COOL DELIVERY: Breeze on stage and, inset far left, her latest book

ONCE again, Jamaican poet, playwright and actress Jean ‘Binta’ Breeze lit up an audience with her poetry at the recent launch of her latest book Third World Girl.

Breeze’s poetic characters took life in arresting colours, shapes and moods; some poems comical (Riddym Ravings), others tearful (Brighteye), and some disturbing (Isaiah). But each poem was delivered with Breeze’s unmistakeable rhythmic force, which she performs so effortlessly.

Poet Linton Kwesi Johnson hosted the evening, in association with the George Padmore Institute and producers Renaissance One. Johnson and Breeze’s collaborative work began in the 1970s when, alongside artists like Michael Smith, Oku Onuora and Mutabaruka, they pioneered dub poetry; the famed Caribbean-born art form, which sees spoken word delivered over reggae rhythms.

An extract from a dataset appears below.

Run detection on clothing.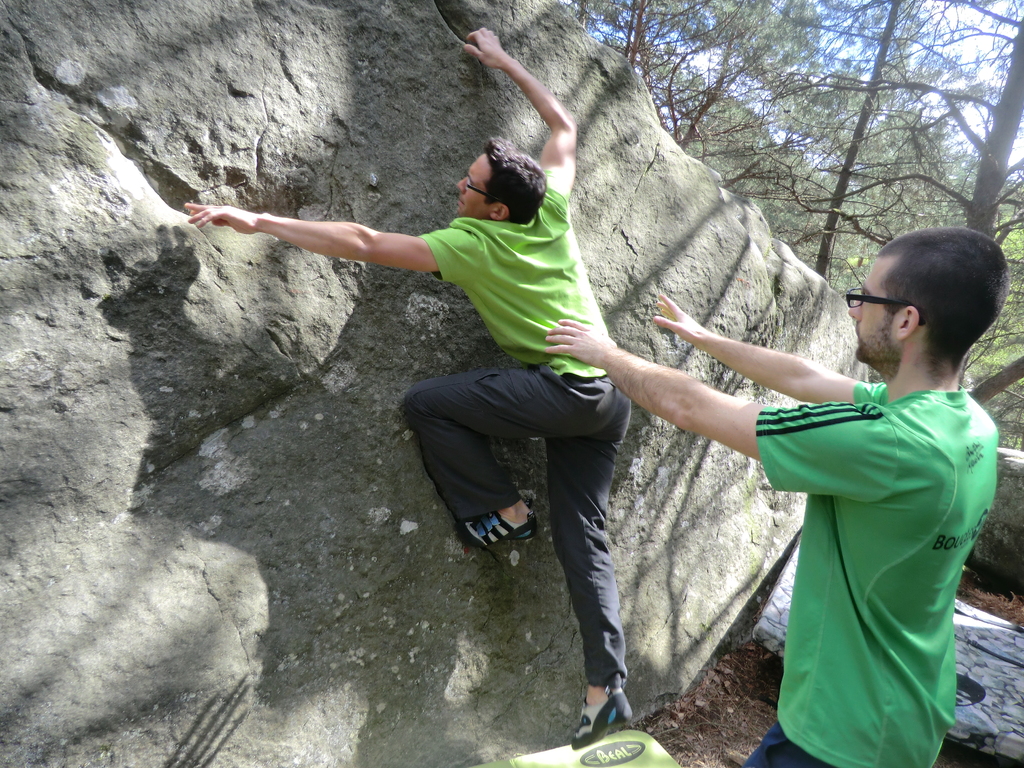
Result: bbox=(402, 184, 627, 689).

“Dub poetry was a new orality in Jamaican poetry with an emphasis on spoken language, the Jamaican language, and a strong musical influence,” explains Johnson. “When I met Jean, it struck me that she was a special voice with a better understanding of the relationship between the musicality of the Jamaican language and reggae music itself, because quite a lot of people were just simply imitating what they thought I was doing and people like Michael Smith and Oku Onuora.”

Breeze left Jamaica for England in the 1980s, and upon the invitation of Johnson made her debut UK performance at the International Book Fair of Radical Black and Third World Books in 1985.

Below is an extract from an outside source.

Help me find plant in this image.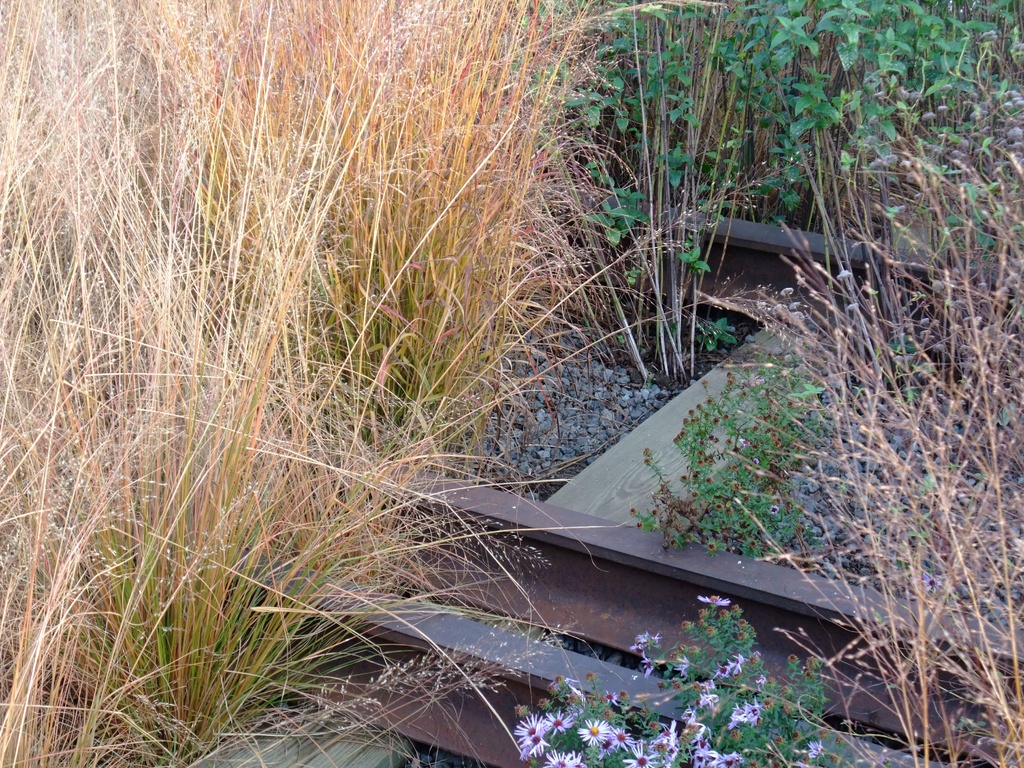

“She has gone on to earn a reputation for herself as a distinctive voice in British Caribbean poetry,” Johnson said of Breeze. “Her poem Riddym Ravings, also known as Mad Woman is regarded as a classic in contemporary Caribbean poetry.”

A dynamic storyteller, Breeze’s performances are so powerful she has been called a ‘one-woman festival’. A revered and respected artist, her poems use personal stories and historical narratives to explore social injustice and the psychological dimensions of black women’s experiences.

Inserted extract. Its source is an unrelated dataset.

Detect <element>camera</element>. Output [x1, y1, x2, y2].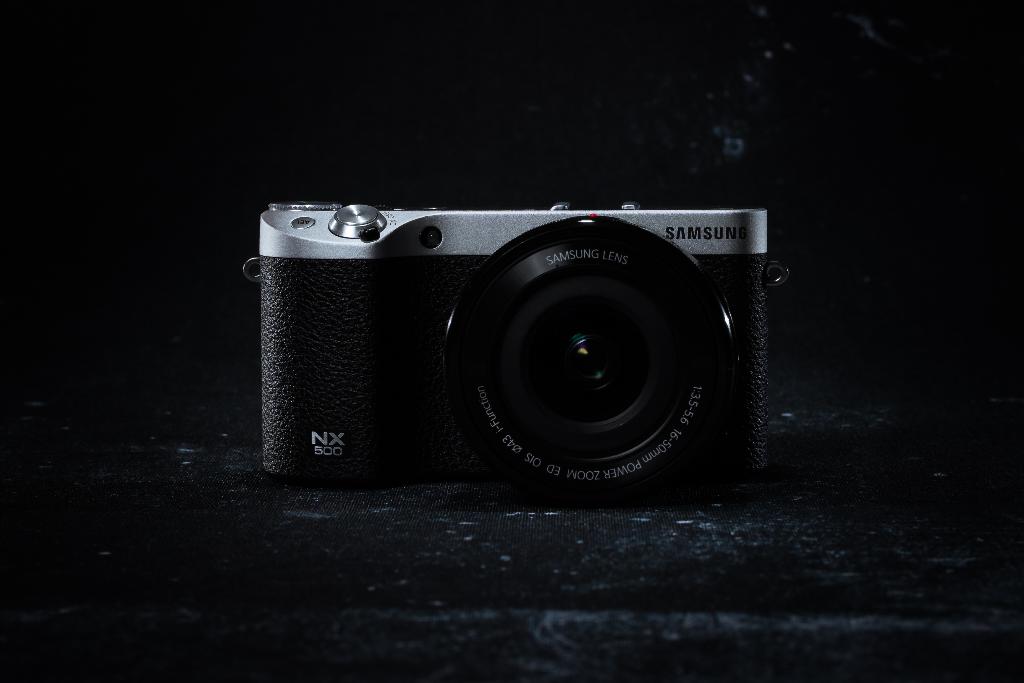
[244, 197, 784, 494].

“As a woman, as a Caribbean woman, as a black woman, I have not been expected to be so strongly political,” Breeze explains. “Having become so strongly political, I have not been expected to be sexual or sensual.”

Speaking of her latest work, Third World Girl, which comes with a free DVD featuring Breeze performing live at Leicester’s Y Theatre, she adds: “When you see the picture of the woman on the book cover, her face says ‘If you touch me I will kill you’. There’s a picture of a girl with some really beautiful breasts. Do you dare touch her? No, you daren’t. She’s in control of her body and if she chooses to expose it, she can.”

Revealing the inspiration for the title poem, Third World Girl, Breeze explains: “I grew up on the north coast of Jamaica. The tourists came and went and in the early days, they’d all be on the same local beach.

“In the late ‘70s, hotel chains took over all the beaches along the north coast and started doing all-inclusive deals. I worked in a hotel up there in Negril. At that time, there were plenty of American women coming over, looking to rent-a-dread.

“But there were also male tourists who approached local women and were quite rude. That’s why I called this poem Third World Girl because I’ve heard stories like this from so many third world countries that depend on tourism. I wanted to explore how the black woman feels in those situations.”